Federal Premium and Henry Repeating Arms join forces to develop HammerDown – a specialty lever-action ammo. Both are American made and ready to run—and hunt — in your lever long gun. Here are 10 things you should know before ponying up the bucks for HammerDown.
1. Calibers
The initial launch of HammerDown covers some of the most popular lever-action calibers built by Henry Repeating Arms and other western-gun manufacturers to include .327 Federal Magnum, .357 Magnum, .44 Rem Mag, .45 Colt, .30-30 Win, and .45-70 Govt. Both the .30-30 and .45-70 are shipping now, with the others slated to hit store shelves later in 2020.
2. How Does it Work?
HammerDown is engineered to work in lever guns, but how? It is intended to function flawlessly when filled via either tubular magazines or side-loading gates. Federal chamfered the cases and used “specialized geometry on the front face of the case’s rim. This difference improves cycling in all lever-action feeding systems,” according to Federal Premium Centerfire Rifle Product Line Manager Eric Miller.
3. The Business End
It should come as no surprise that Federal opts to use their own proven bullets in the HammerDown line, with molecularly bonded projectiles most like the company’s existing Fusion line. Bonding copper plating to a lead core provides both expansion and weight retention, two keys hunters desire. The .357 Mag, .44 Rem Mag, .30-30 Win, and .45-70 Govt use bonded soft points while the .327 Fed Mag and .45 Colt use bonded hollow points.
4. Handgun vs Long Gun
The problem many hunters have found with using what are traditionally handgun calibers—like the .357 Magnum, .44 Magnum, .327 Fed Mag, and others, is that those rounds are not loaded to the higher pressures and velocities that carbine and rifle length lever-actions can handle. HammerDown changes that, loading not only hotter but also heavier. Federal tops HammerDown with heavier than normal bullets for the caliber. That equates to greater velocities and more knockdown power on game.
5. Hot Loads
Federal says the though the loads feature a “dramatic increase in velocity and pressure” they still meet industry standards as outlined by the Sporting Arms and Ammunition Manufacturers’ Institute. HammerDown’s .357 Magnum offers a velocity of 1,610 FPS while the .22 Rem Magnum is going 1,715 FPS and the .45 Colt brings a velocity of 1,400 FPS.
6. The Make-Up
What makes up a physical HammerDown round? There’s a nickel-plated brass casing for both corrosion resistance and easy extraction. Clean burning powder should go without saying and, of course, Federal’s own in-house production Gold Medal primers — some of the best in the business for reliable ignition. Federal realizes that hunters get out in rough conditions and HammerDown is built to be in the field.
7. Rifle Packaging
Notice anything different about buying HammerDown boxes? Federal makes HammerDown to be used in rifles and the ammunition, regardless of casing length, is packed in 20-round rifle boxes. Pricing is not so bad on those boxes either. MSRP is $19.99 for all calibers, save .45-70, which is set at $38.99.
8. Why .327 Fed Mag?
The .327 Federal Magnum makes the biggest gains of all calibers in HammerDown. Long thought an unsung defense round in short-barreled revolvers, few ever considered it a hunting round with Henry being the first to chamber a rifle for it.
“Introduced by Federal in 1984, the .327 Federal Magnum gained popularity because it reached the velocity and performance levels of the .357 Magnum in a smaller cartridge,” says Miller. HammerDown is advertised to launch a 127-grain bonded hollow point at 1,650 FPS with a ballistic coefficient of 0.195. For reference, a vast majority of factory-produced .327 Federal Mag loads opt for bullet weights around 80- to 100-grains and velocity between 1,200 to 1,500 FPS. These often use bullets intended for self-defense rather than hunting.
9. Feed Your Lever Action, Any Lever Action
Just because Federal’s HammerDown was designed in conjunction with Henry Repeating Arms doesn’t mean the ammo will not work equally well in other lever guns. Have a Marlin? Give it a try and you will likely be pleased — same with Winchester, Uberti, and the like. The only warning here will be against using HammerDown—or any zippy modern rifle ammunition—in vintage firearms that may not have as strong an action as modern production guns.
10. We Want More
What other calibers do we expect in HammerDown? Word of .35 Remington has already been leaked. Another that makes sense is the .38-55 Win, as Henry chambers one of its new H024 Side Gate rifles in that vintage round. Of course, the lever-action round that defined lever guns for decades, the .44-40 Win, would be a nice addition and would equally find a home on Henry’s Original rifles and carbines.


▶ **Exercise requirements**: Each entry needs to be reproduced exactly, with none left out.

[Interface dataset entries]
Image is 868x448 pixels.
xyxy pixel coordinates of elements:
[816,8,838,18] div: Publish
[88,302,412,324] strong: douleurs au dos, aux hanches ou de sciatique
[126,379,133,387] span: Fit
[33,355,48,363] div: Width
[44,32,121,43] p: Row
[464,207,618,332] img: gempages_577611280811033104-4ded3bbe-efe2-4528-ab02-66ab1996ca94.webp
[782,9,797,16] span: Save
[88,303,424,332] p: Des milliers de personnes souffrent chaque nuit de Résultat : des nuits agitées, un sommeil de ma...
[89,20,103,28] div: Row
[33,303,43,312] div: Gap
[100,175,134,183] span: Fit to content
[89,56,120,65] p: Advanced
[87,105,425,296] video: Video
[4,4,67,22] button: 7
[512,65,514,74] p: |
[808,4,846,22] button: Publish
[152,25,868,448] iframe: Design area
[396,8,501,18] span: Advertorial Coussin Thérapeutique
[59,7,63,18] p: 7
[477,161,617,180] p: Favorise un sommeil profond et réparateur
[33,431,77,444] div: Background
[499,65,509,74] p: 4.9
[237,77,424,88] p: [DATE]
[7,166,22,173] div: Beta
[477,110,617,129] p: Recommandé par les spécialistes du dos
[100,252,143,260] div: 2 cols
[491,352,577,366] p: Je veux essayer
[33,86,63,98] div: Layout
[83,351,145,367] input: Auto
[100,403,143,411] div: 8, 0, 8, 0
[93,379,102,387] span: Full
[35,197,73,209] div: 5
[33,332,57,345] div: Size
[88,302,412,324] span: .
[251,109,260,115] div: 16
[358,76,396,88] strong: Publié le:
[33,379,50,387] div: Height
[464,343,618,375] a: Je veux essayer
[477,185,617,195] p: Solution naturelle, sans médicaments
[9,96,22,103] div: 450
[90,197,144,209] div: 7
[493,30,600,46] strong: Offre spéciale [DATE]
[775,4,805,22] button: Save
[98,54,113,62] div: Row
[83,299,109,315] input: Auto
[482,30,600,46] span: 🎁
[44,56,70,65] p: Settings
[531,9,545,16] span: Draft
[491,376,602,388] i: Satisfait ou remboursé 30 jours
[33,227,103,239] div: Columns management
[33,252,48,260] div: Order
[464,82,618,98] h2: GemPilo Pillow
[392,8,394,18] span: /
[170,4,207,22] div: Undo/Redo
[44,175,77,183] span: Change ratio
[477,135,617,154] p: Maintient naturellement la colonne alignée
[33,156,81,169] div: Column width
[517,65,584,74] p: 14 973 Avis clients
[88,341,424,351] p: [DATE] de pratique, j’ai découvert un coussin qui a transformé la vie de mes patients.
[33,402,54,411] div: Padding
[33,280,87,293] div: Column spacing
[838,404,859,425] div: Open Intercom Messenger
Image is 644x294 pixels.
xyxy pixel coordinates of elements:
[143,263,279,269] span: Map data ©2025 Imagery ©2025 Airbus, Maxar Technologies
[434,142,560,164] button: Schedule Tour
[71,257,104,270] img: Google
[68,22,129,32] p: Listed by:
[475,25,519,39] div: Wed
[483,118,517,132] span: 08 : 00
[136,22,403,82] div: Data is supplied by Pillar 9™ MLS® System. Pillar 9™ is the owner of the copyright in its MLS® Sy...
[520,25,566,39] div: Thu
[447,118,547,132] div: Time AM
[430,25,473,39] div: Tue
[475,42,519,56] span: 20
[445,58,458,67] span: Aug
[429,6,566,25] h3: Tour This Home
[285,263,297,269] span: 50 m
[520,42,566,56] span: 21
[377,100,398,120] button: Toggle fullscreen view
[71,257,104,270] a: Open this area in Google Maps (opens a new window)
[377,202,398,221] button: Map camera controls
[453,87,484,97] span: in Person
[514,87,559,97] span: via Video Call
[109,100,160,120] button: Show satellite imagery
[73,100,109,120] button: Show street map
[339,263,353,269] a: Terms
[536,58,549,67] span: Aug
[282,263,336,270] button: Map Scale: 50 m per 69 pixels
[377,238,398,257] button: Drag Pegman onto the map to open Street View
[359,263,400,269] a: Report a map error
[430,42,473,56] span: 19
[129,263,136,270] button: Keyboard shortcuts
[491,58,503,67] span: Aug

▶ **Answer space**:
Image is 868x448 pixels.
xyxy pixel coordinates of elements:
[816,8,838,18] div: Publish
[88,302,412,324] strong: douleurs au dos, aux hanches ou de sciatique
[126,379,133,387] span: Fit
[33,355,48,363] div: Width
[44,32,121,43] p: Row
[464,207,618,332] img: gempages_577611280811033104-4ded3bbe-efe2-4528-ab02-66ab1996ca94.webp
[782,9,797,16] span: Save
[88,303,424,332] p: Des milliers de personnes souffrent chaque nuit de Résultat : des nuits agitées, un sommeil de ma...
[89,20,103,28] div: Row
[33,303,43,312] div: Gap
[100,175,134,183] span: Fit to content
[89,56,120,65] p: Advanced
[87,105,425,296] video: Video
[4,4,67,22] button: 7
[512,65,514,74] p: |
[808,4,846,22] button: Publish
[152,25,868,448] iframe: Design area
[396,8,501,18] span: Advertorial Coussin Thérapeutique
[59,7,63,18] p: 7
[477,161,617,180] p: Favorise un sommeil profond et réparateur
[33,431,77,444] div: Background
[499,65,509,74] p: 4.9
[237,77,424,88] p: [DATE]
[7,166,22,173] div: Beta
[477,110,617,129] p: Recommandé par les spécialistes du dos
[100,252,143,260] div: 2 cols
[491,352,577,366] p: Je veux essayer
[33,86,63,98] div: Layout
[83,351,145,367] input: Auto
[100,403,143,411] div: 8, 0, 8, 0
[93,379,102,387] span: Full
[35,197,73,209] div: 5
[33,332,57,345] div: Size
[88,302,412,324] span: .
[251,109,260,115] div: 16
[358,76,396,88] strong: Publié le:
[33,379,50,387] div: Height
[464,343,618,375] a: Je veux essayer
[477,185,617,195] p: Solution naturelle, sans médicaments
[9,96,22,103] div: 450
[90,197,144,209] div: 7
[493,30,600,46] strong: Offre spéciale [DATE]
[775,4,805,22] button: Save
[98,54,113,62] div: Row
[83,299,109,315] input: Auto
[482,30,600,46] span: 🎁
[44,56,70,65] p: Settings
[531,9,545,16] span: Draft
[491,376,602,388] i: Satisfait ou remboursé 30 jours
[33,227,103,239] div: Columns management
[33,252,48,260] div: Order
[464,82,618,98] h2: GemPilo Pillow
[392,8,394,18] span: /
[170,4,207,22] div: Undo/Redo
[44,175,77,183] span: Change ratio
[477,135,617,154] p: Maintient naturellement la colonne alignée
[33,156,81,169] div: Column width
[517,65,584,74] p: 14 973 Avis clients
[88,341,424,351] p: [DATE] de pratique, j’ai découvert un coussin qui a transformé la vie de mes patients.
[33,402,54,411] div: Padding
[33,280,87,293] div: Column spacing
[838,404,859,425] div: Open Intercom Messenger
Image is 644x294 pixels.
xyxy pixel coordinates of elements:
[143,263,279,269] span: Map data ©2025 Imagery ©2025 Airbus, Maxar Technologies
[434,142,560,164] button: Schedule Tour
[71,257,104,270] img: Google
[68,22,129,32] p: Listed by:
[475,25,519,39] div: Wed
[483,118,517,132] span: 08 : 00
[136,22,403,82] div: Data is supplied by Pillar 9™ MLS® System. Pillar 9™ is the owner of the copyright in its MLS® Sy...
[520,25,566,39] div: Thu
[447,118,547,132] div: Time AM
[430,25,473,39] div: Tue
[475,42,519,56] span: 20
[445,58,458,67] span: Aug
[429,6,566,25] h3: Tour This Home
[285,263,297,269] span: 50 m
[520,42,566,56] span: 21
[377,100,398,120] button: Toggle fullscreen view
[71,257,104,270] a: Open this area in Google Maps (opens a new window)
[377,202,398,221] button: Map camera controls
[453,87,484,97] span: in Person
[514,87,559,97] span: via Video Call
[109,100,160,120] button: Show satellite imagery
[73,100,109,120] button: Show street map
[339,263,353,269] a: Terms
[536,58,549,67] span: Aug
[282,263,336,270] button: Map Scale: 50 m per 69 pixels
[377,238,398,257] button: Drag Pegman onto the map to open Street View
[359,263,400,269] a: Report a map error
[430,42,473,56] span: 19
[129,263,136,270] button: Keyboard shortcuts
[491,58,503,67] span: Aug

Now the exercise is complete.